Figure 1: Two pregnant syngnathids, a pipefish (Syngnathus abaster ) and a seahorse (Hippocampus guttulatus ; photo by Patrick Louisy).
Even though viviparity has evolved more than 150 times in vertebrates (Whittington, Griffith, Qi, Thompson, & Wilson, 2015), most of our knowledge on the necessary immune system adjustments derives from the mammals’ female pregnancy. Here, immunological tolerance to semi-allogenic embryos is achieved by the downregulation of both major histocompatibility complex pathways (MHC I and II). So, what evolutionary solutions emerged with syngnathid male pregnancy? Recently, Roth et al. (2020) showed, by reconstructing the immune gene repertoire of syngnathid genomes, that the evolution of syngnathid pregnancy coincided with adjustments to the adaptive immune system. In seahorses (genus Hippocampus ) and pipefish (of the genusSyngnathus ), both comprising species with a closed brood pouch (where the risk of embryo rejection would be theoretically higher), several genomic modifications of the MHC II pathway were uncovered, involving either loss or modifications of strategic genes. Even though the precise rearrangement of the MHC II pathway differed between the two types of studied brood pouches, the end result is similar and indicative of selection for lower immunological vigilance during the evolution of pregnancy. Moreover, by analysing the expression of immune and pregnancy genes in reproductive tissues, Roth et al. (2020) found considerable overlap between male and female pregnancy, suggestive of a process of convergent evolution.
The work of Parker et al. (2022), while seemingly flowing from the leading-edge findings of Small, Harlin-Cognato, and Jones (2013), Whittington et al. (2015) and Roth et al. (2020), introduced some relevant methodological upgrades. To fully understand a dynamic process such as pregnancy, where a myriad of cryptic mechanisms occur in orderly succession, one needs to go beyond a couple of snapshots. Thus, Parker et al. (2022) not only extended the inner brood surface tissue gene expression analyses to four species, thus further solidifying the validity of their results, but they also contrasted gene expression at different pregnancy stages (nonpregnant, early, late and parturition), in three distinct brooding architectures (external egg brooding surface, inverted brood pouch, and sealed brood pouch; Figure 2).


▸ Activity: In the data below, find every line that has the string "right", and copy it.

▸ Working data:
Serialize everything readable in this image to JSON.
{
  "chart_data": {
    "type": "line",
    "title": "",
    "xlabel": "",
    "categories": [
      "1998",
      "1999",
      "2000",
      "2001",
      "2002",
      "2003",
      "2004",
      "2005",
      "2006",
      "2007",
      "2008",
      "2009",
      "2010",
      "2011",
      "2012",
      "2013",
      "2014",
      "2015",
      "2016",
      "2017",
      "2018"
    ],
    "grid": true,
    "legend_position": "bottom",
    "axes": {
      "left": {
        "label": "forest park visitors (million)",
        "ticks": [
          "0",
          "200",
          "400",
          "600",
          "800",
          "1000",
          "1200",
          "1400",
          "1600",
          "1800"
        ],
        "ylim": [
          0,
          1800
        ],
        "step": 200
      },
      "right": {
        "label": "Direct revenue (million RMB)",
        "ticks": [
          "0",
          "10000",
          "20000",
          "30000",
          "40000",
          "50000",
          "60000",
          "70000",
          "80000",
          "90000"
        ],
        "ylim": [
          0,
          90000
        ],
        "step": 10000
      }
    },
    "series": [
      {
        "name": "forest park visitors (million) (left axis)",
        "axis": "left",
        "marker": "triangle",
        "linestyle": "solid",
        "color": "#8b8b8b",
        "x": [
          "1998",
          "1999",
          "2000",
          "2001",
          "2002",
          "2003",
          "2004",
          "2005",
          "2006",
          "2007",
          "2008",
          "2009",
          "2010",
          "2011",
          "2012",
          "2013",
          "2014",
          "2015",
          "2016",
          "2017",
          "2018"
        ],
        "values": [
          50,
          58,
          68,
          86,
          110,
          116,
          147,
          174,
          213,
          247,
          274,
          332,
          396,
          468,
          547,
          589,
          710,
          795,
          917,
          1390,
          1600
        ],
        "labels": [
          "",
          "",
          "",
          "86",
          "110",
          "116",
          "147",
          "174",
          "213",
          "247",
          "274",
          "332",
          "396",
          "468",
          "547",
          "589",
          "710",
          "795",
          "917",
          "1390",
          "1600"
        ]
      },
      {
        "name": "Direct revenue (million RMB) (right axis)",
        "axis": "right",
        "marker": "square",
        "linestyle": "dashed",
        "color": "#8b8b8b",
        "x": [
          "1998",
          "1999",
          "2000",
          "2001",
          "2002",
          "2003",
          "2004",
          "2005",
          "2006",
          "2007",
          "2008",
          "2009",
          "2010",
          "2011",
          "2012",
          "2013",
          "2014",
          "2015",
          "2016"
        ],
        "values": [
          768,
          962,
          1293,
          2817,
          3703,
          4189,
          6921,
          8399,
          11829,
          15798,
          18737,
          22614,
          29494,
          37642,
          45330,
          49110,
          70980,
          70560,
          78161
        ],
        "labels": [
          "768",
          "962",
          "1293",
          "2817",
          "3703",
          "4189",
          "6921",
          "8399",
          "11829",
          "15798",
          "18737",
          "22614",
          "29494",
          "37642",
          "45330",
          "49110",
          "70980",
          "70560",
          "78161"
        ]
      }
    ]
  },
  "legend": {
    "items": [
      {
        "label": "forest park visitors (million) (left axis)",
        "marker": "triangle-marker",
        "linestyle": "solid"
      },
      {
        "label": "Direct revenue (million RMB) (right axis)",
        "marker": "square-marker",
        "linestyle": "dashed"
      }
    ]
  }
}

▸ Solution for this task:
      "right": {
        "name": "Direct revenue (million RMB) (right axis)",
        "axis": "right",
        "label": "Direct revenue (million RMB) (right axis)",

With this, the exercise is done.